The
BBC has an
article by
Zaria Gorvett about what's coming next from
NASA:
Cruising along in a passenger plane, it’s easy to assume that aircraft have always looked this way. That is, until you learn about NASA’s ‘X-planes’, a series of experimental aircraft launched in the 1940s. Many were so high tech, they make you wonder why modern airplanes aren’t more exotic. Planes without wings. Planes without tails. Planes without pilots. Planes which can turn 180 degrees in the sky. Jet propulsion. For the most ambitious aeronautical program ever, it seemed nothing was off the table.
Now the X-planes are back: NASA has unveiled a new ten-year experimental program, aimed at developing aircraft which are quieter, greener, and much, much faster. Among their plans is a supersonic jet so tranquil, its supersonic boom has been likened to the sound of a neighbor forcefully shutting their car door. But that’s just the beginning.
You might wonder what any of this has to do with NASA’s remit in space exploration. In fact, Nasa was borne out of NACA, the National Advisory Committee for Aeronautics, founded in the early twentieth century.
The X-program started after World War Two, when NACA joined up with the Air Force to break the sound barrier. Together they created the X-1 and, in 1947, after an air launch high above the empty Southern California desert, Chuck Yeager became the first human to reach Mach 1 in the Bell X-1:
Over the next sixty years, the X-program went on to create some of the most exciting planes ever made, breaking countless records on speed, altitude, and design and paving the way for the next generation of air travel.
One of the most radical was the X-13. The ‘Vertijet’, as it was known, could take off vertically, hover, fly like a regular plane, and then drop vertically onto a landing platform. To achieve these feats without stalling or losing control, the plane was equipped with ‘vectored thrust’: turbojet engines which could be adjusted to power the plane in any direction. It also had "puffer" jets on the wingtips to allow the plane to roll.
Then there was the X-31A, a super-agile military craft which could turn 180 degrees in mid-air. Where other planes would spin out of control while turning a sharp corner, the X-31 was capable of acrobatics which would impress most birds.
That’s not to mention the air-breathing X-43A scramjet, which reaches rocket-like speeds and doesn’t need to carry its own oxygen to ignite its fuel supply. Instead the X-43 saves in weight by sucking it out of the atmosphere as it flies. It’s the fastest plane on Earth, able to travel over nine times the speed of sound by riding its own shockwave. The next model, the unmanned X-51A, currently holds a record for the longest hypersonic flight.
For the new program, NASA has set its sights on bringing these thunderous speeds to the masses with a business-jet sized supersonic plane. There’s just one problem: as anyone who’s found themselves in the flight path of a Concorde will attest, supersonic planes are deafeningly noisy. Fine if you’re mostly flying over the Atlantic but, if you’re flying over land, you’re going to get complaints. In the 1950s and 1960s, Americans filed some forty thousand claims against the Air Force after a series of supersonic test flights. Over a single three-month period in 1967, the disputes amounted to almost four million dollars.
For the new Quiet Supersonic Technology (QueSST) project, NASA aims to take the boom out of hypersonic travel. How? By playing around with the shape of the aircraft, it might be possible to engineer a shockwave which isn’t so loud.
To understand how the technology will work, we first need to get to grips with what makes them so loud in the first place. As conventional planes travel through the air, they create pressure waves, much like the concentric ripples around the bow of a boat in water. The waves travel at the speed of sound, and as the speed of the plane increases, they are forced together because they cannot get away from each other in time. Eventually they merge into a single shockwave which starts at the nose of the aircraft and ends at the tail. The ‘boom’ is experienced whenever there is a change in pressure, so in fact a single plane causes two claps of thunder: when the nose hits, and when the pressure suddenly returns to normal as the tail passes by.
Recent research from wind tunnels has shown that by playing around with the shape of the aircraft, it might be possible to engineer a shockwave which isn’t quite so hard on the ears. NASA hasn’t released any details yet, but initial designs involve replacing the bird-like design of current aircraft (body and wings) with wings which blend into the body (think of a stingray and you get the picture).
And that’s not all. NASA hopes the new X-jets will slash the carbon footprint of air travel, cutting fuel consumption in half and reducing emissions by 75%. The X-57, which was revealed this month, will be one of the world’s first purely electric aircraft, running on fourteen battery-powered motors which could be charged using renewable energy. It has been named Maxwell after James Clerk Maxwell, widely acclaimed as the father of modern physics. Even the new supersonic jet will burn only low-carbon biofuels.
For NASA, the new research program is an opportunity to push the frontiers of aviation. For aeronautical enthusiasts, it’s a revival of a centuries-old tradition which has captured imaginations for decades. For the rest of us, well the possibility of a guilt-free day trip from London to New York City just got a little more realistic.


**ABOUT THIS TASK**
Quote the lines of the data below verbatim, beginning at the line that contains "has width=707, height=344." and ending at the last line, both included, and excluding pictures.

**DATA SHOWN**
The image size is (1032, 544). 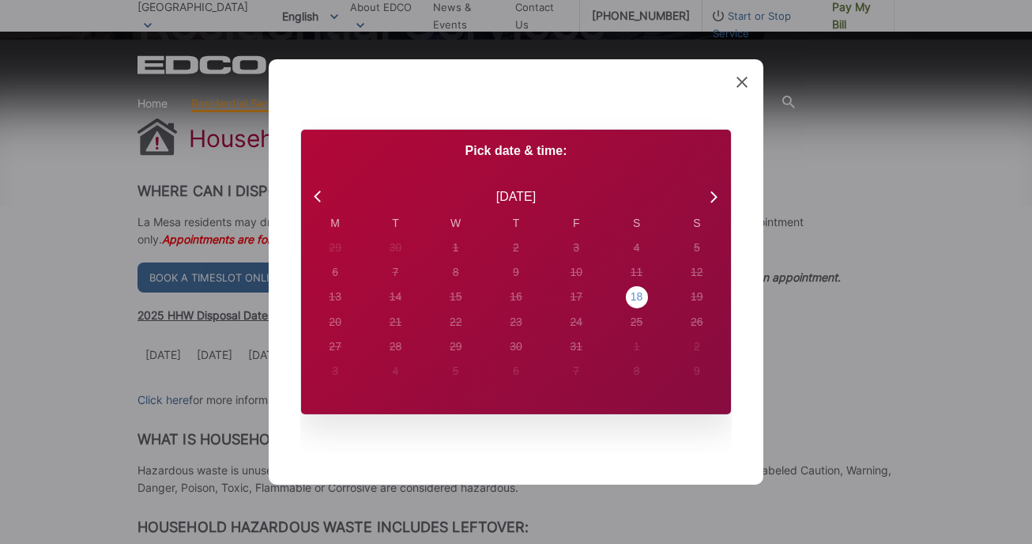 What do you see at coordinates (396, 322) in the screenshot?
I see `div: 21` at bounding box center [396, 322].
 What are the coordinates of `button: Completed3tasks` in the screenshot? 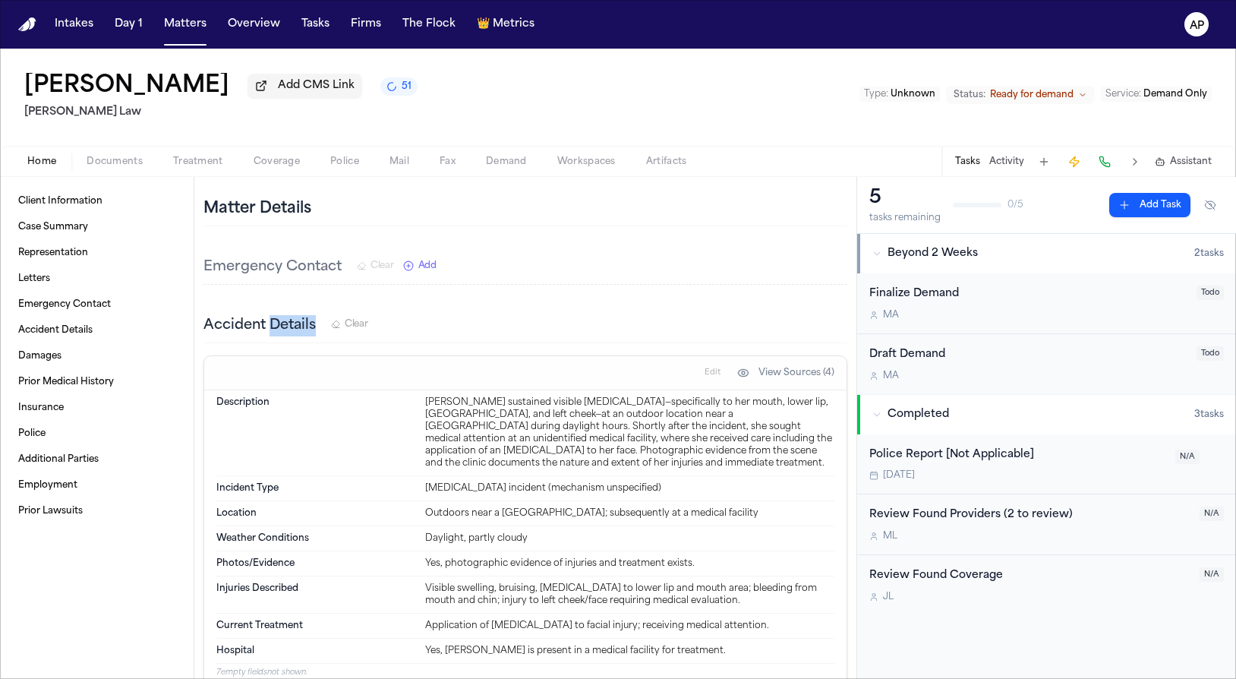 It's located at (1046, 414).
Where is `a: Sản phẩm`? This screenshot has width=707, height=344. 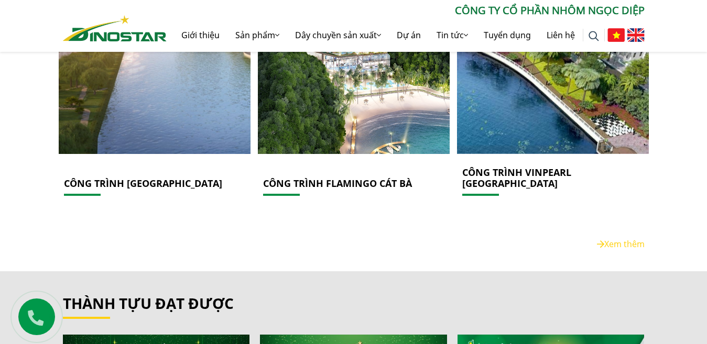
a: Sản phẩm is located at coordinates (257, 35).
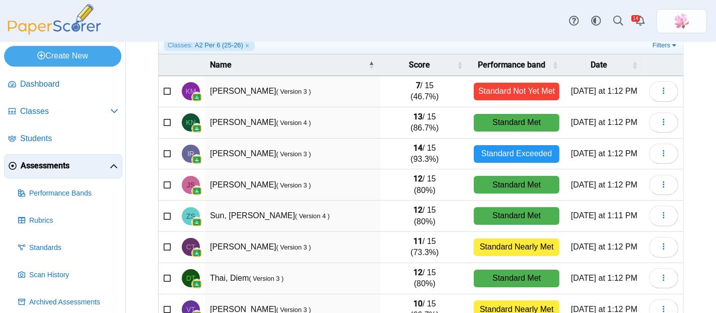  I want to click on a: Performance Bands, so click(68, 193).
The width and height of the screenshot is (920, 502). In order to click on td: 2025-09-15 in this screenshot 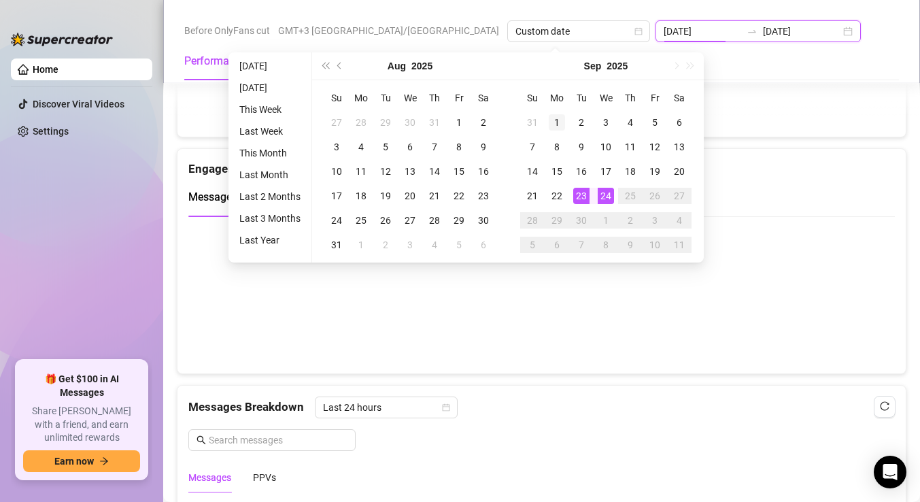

**WRITTEN RESPONSE**
Where is `a: Sản phẩm`? This screenshot has width=707, height=344. 
a: Sản phẩm is located at coordinates (257, 35).
  I want to click on a: Performance Bands, so click(68, 193).
The width and height of the screenshot is (920, 502). In order to click on td: 2025-09-15 in this screenshot 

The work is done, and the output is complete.